While most of the language seems to be derived from Arabic, there are plenty of other linguistic and cultural references including ancient Greece, Russia and even the Aztecs. My favourite religious reference is to the Orange catholic bible - guaranteed to annoy hell out of a lot of people in the place of my birth.
There's a decent take on the Arabic used in the books at:
http://tinyurl.com/47ln58o
I've watched some of the miniseries online and it's not bad for the obvious low budget but it's not that good either. But watching the miniseries has made me realise what a masterful piece of film making the the David Lynch original was. I think it really had the essence of the book which is no mean feat. I love the book but I think it's borderline unfilmable and I doubt anyone could beat Lynch's attempt.
The mythical three+ hour film that Lynch shot - albeit never edited - has been pieced together by the fans using his original shooting script. If you own one of the Dune DVDs, you have all the footage, so can (I think, local laws may vary) legally download the version by "Spicediver" which is easily findable using Mr Page and Mr Brin's Patented Searching Engine.

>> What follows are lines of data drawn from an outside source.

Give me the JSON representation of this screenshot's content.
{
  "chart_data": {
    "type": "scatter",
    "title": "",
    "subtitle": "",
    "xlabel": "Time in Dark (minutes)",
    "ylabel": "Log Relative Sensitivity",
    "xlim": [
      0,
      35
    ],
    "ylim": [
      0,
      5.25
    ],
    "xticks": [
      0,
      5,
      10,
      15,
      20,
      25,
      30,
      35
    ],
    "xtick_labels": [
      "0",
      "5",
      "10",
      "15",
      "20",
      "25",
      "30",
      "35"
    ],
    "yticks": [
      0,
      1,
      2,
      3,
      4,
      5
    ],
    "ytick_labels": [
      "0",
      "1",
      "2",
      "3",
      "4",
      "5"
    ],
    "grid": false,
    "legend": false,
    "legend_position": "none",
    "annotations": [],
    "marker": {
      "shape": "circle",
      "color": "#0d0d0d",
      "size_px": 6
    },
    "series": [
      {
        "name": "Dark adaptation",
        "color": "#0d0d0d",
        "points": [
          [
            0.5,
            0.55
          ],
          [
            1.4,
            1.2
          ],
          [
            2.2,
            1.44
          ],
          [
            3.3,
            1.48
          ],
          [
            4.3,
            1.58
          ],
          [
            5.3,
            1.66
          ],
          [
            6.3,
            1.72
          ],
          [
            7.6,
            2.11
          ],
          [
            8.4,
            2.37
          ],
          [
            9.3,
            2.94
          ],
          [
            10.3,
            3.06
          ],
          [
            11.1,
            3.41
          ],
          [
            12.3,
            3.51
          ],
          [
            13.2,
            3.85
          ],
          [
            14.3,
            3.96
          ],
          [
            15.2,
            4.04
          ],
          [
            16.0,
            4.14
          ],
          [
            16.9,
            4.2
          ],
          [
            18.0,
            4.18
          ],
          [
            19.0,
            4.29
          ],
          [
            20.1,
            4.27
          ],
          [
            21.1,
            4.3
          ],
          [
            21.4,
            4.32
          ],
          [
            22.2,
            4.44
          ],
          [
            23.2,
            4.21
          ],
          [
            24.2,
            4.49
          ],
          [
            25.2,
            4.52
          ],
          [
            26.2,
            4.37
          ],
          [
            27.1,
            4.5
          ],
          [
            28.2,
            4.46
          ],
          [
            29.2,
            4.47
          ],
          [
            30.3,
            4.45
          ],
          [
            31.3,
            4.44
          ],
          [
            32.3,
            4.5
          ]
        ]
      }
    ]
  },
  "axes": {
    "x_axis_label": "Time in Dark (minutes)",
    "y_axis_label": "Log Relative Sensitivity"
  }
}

Much better than the theatrical release, which I thought was excellent anyway. Lots more coherent, deeper and apparently the script was Herbert-approved too (Frank, not Brian). I'm sure I read somewhere that the sonic-gun/weirding modules were Herbert's idea, even, because he felt the whole prana-bindu Bene Gesserit combat thing was too complicated to explain in a film.
No. The direction was awful. Keeping pages of narration and dialog from the book was good. ADDING things was sacrilegious.
The book is in no way 'unfilmable'. Granted, I'm not a director, so I'm not going to try to beat Lynch's attempt, but there is scope for much improvement, especially if you don't add any extra nonsense in.
......and their unfilmable stories this is the problem with all of the best books they are so well internally scripted that any other script does not seem to come close.I personally think that "Hollywood"should not even contemplate doing this particular book as only one film but probably two.